Tuesday, October 28, 2014

Venezuelan pianist Gabriela Montero ranges from late Brahms to 'Let It Snow' in Mixon Hall Masters Series concert

January 24, 2014
By Mark Satola
Two very distinct sides of a remarkable artist were presented for consideration Thursday night at the Cleveland Institute of Music, when Venezuelan pianist Gabriela Montero played music of Johannes Brahms and Robert Schumann, followed by a series of eye-opening improvisations on themes suggested by members of the audience.

Montero began her recital, part of the Mixon Hall Masters Series, with the three Intermezzi, Op. 117, by Brahms. Brahms’ late piano pieces are generally considered to be the introspective thoughts of a composer in his old age (though in truth, Brahms was only 59 when he committed those thoughts to paper), and there is something trance-like and visionary about the first of them, the Andante moderato in E-flat, a wistful cradle song suffused with nostalgia and longing.

What is more noteworthy about these pieces is that they represent an essentialization of Brahms’ technique and expression, and Montero’s approach suited the music well.

Her performance of the three pieces, which increase in contrapuntal and emotional complexity, was full of exquisite balances, finely calculated rubato and subtle dynamics, yet the listener was never aware of anything but Brahms’ innermost thoughts.

Montero’s natural and undemonstrative style at the keyboard, and her sensitivity to the composer’s intentions, resulted in a highly charged performance of music that, in lesser hands, can be somnolent.

Her performance of Schumann’s not-often-heard Fantasy in C Major, Op. 17, was similarly successful. Schumann’s three-movement essay is one of a breed of works current at the time that sought to escape the bonds of strict sonata form in favor of a more freely composed fantasia (Liszt’s Piano Sonata and Schubert’s “Wanderer” Fantasy” come to mind).

Montero approached Schumann’s score with steely precision and, where called for, a melting lyricism. Schumann’s masterstroke in this piece is not so much the heroic march that forms the second movement, but the glowing, slow finale that follows it.

Montero’s marvelous pedal effect as she transitioned into the last part, and her sustained tone and phrasing to the end, made a strong case for Schumann’s work to be heard more often.
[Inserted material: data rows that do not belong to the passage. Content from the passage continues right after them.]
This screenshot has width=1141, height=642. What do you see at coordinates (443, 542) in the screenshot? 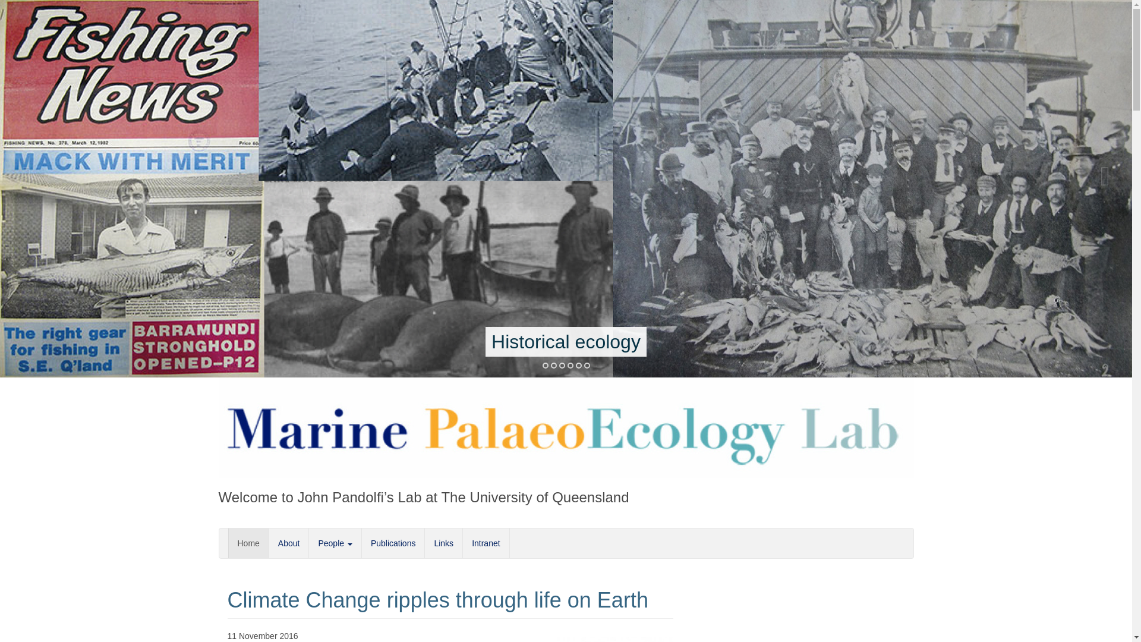
I see `Links` at bounding box center [443, 542].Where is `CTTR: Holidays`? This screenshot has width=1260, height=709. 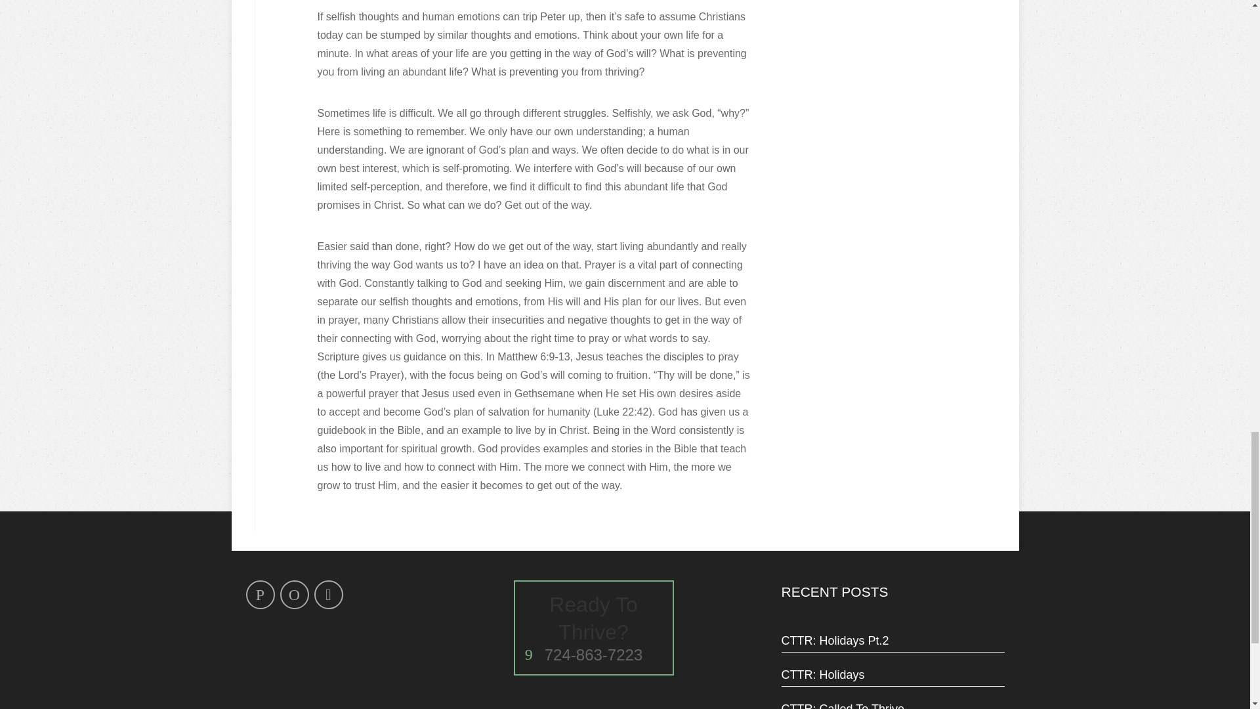 CTTR: Holidays is located at coordinates (893, 706).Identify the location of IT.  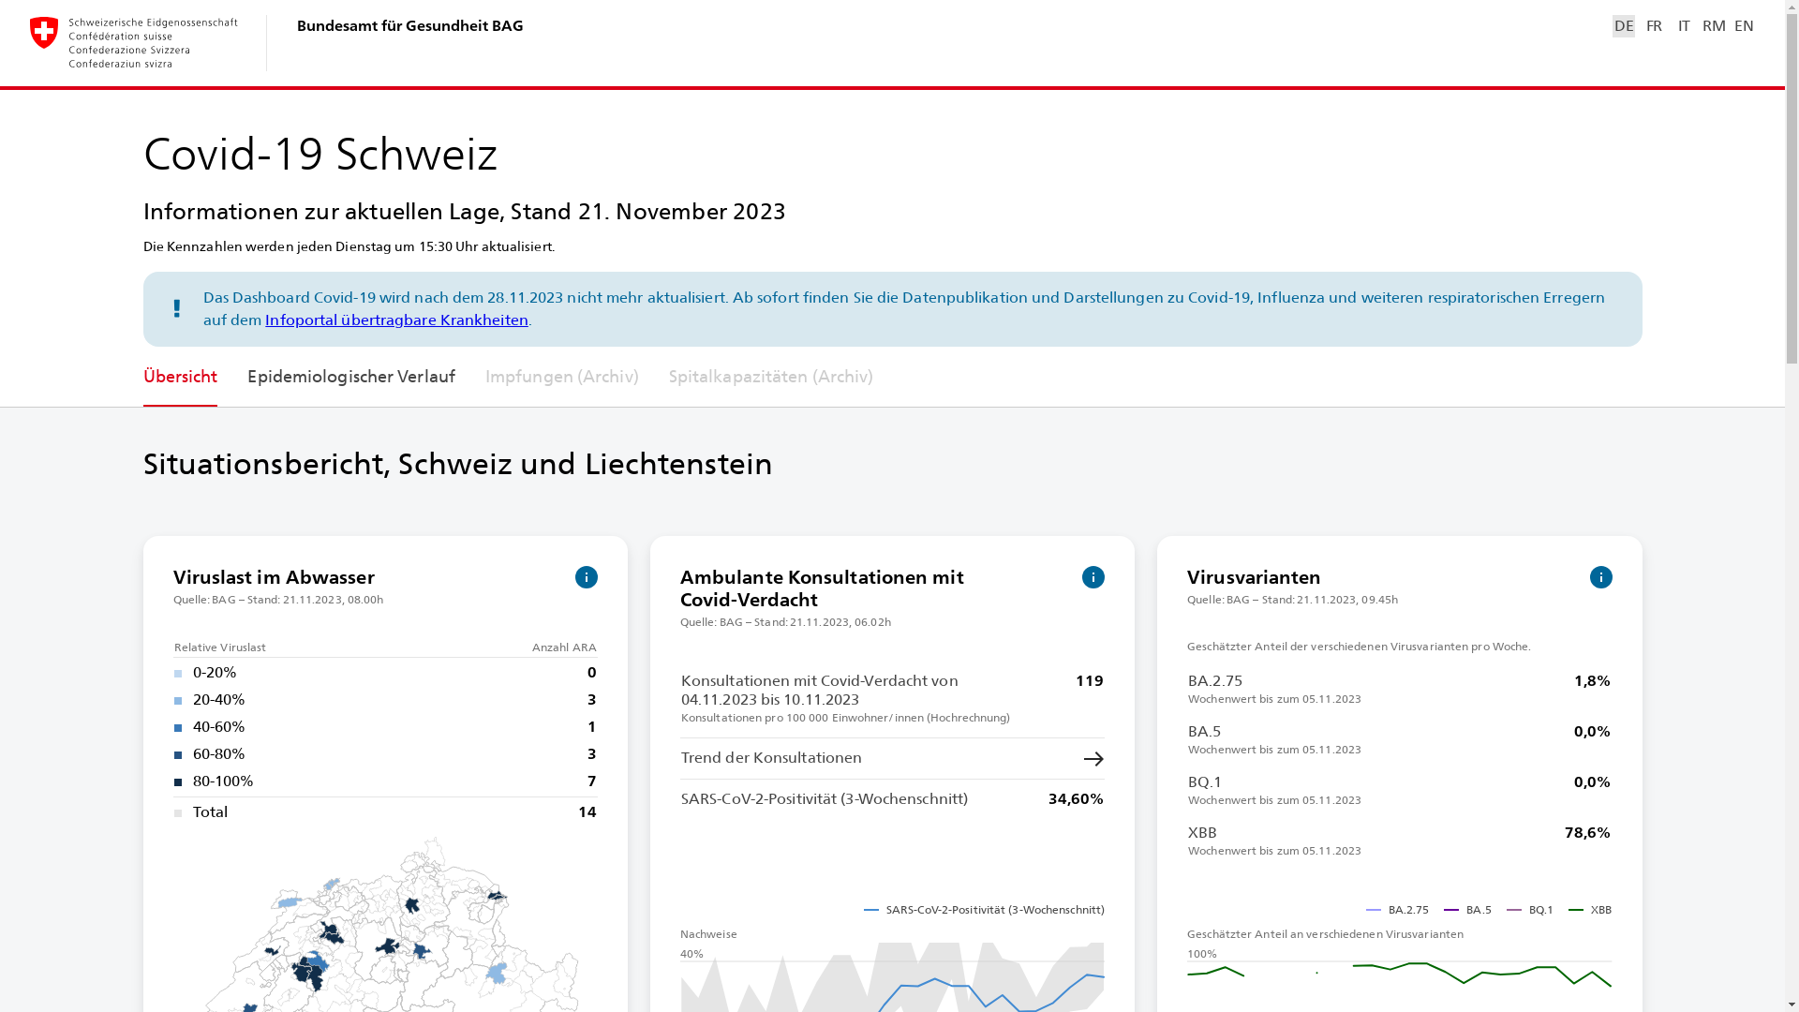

Montero is already hailed for her preternatural abilities as an improviser, and she did not disappoint Thursday night. An exceptional improviser can create marvelous music even on the most unlikely of themes, and Montero was in exceptional form with audience-suggested tunes that ranged from seemingly uninspiring to startlingly fertile.

Sometimes a pop tune is an improviser’s best bet, and Montero’s first ad libitumexcursion was based on the song “Let It Snow” (inspired no doubt by the cinematic tableau of gentle snow falling behind Mixon Hall's glass stage wall).

Montero mused a bit on the tune, then launched into a Bachian fantasia, full of brilliant counterpoint and dazzling harmonies that had the audience laughing with delight.

Likewise, a suggestion from the large contingent of Venezuelans in the audience for a popular song from their homeland resulted in a polytonal toccata, reminiscent of Bartok or Prokofiev.

Though one might think that Schumann’s “Träumerei” would not yield much as a theme for improvising, Montero proved her creative mettle by transforming it into a Rachmaninoffian etude-tableau that was rich and internally complex. The opening melody of Wagner’s opera “Parsifal,” however, proved to be somewhat unmalleable, though Montero deserves great credit for what gold she was able to spin from it.

The most interesting moment came when someone suggested a mood rather than a musical phrase. Montero composed on the spot a Debussian excursion describing a young girl from a warmer climate encountering a snowy landscape for the first time.



She concluded her recital with a vigorous Beethovenian workout on, of all things, Debussy's “Clair de lune,” which led to an extended coda treating the theme as a lively and harmonically complex ragtime dance. One hopes that some of these will stick in Montero's memory, to be enshrined as fully formed compositions.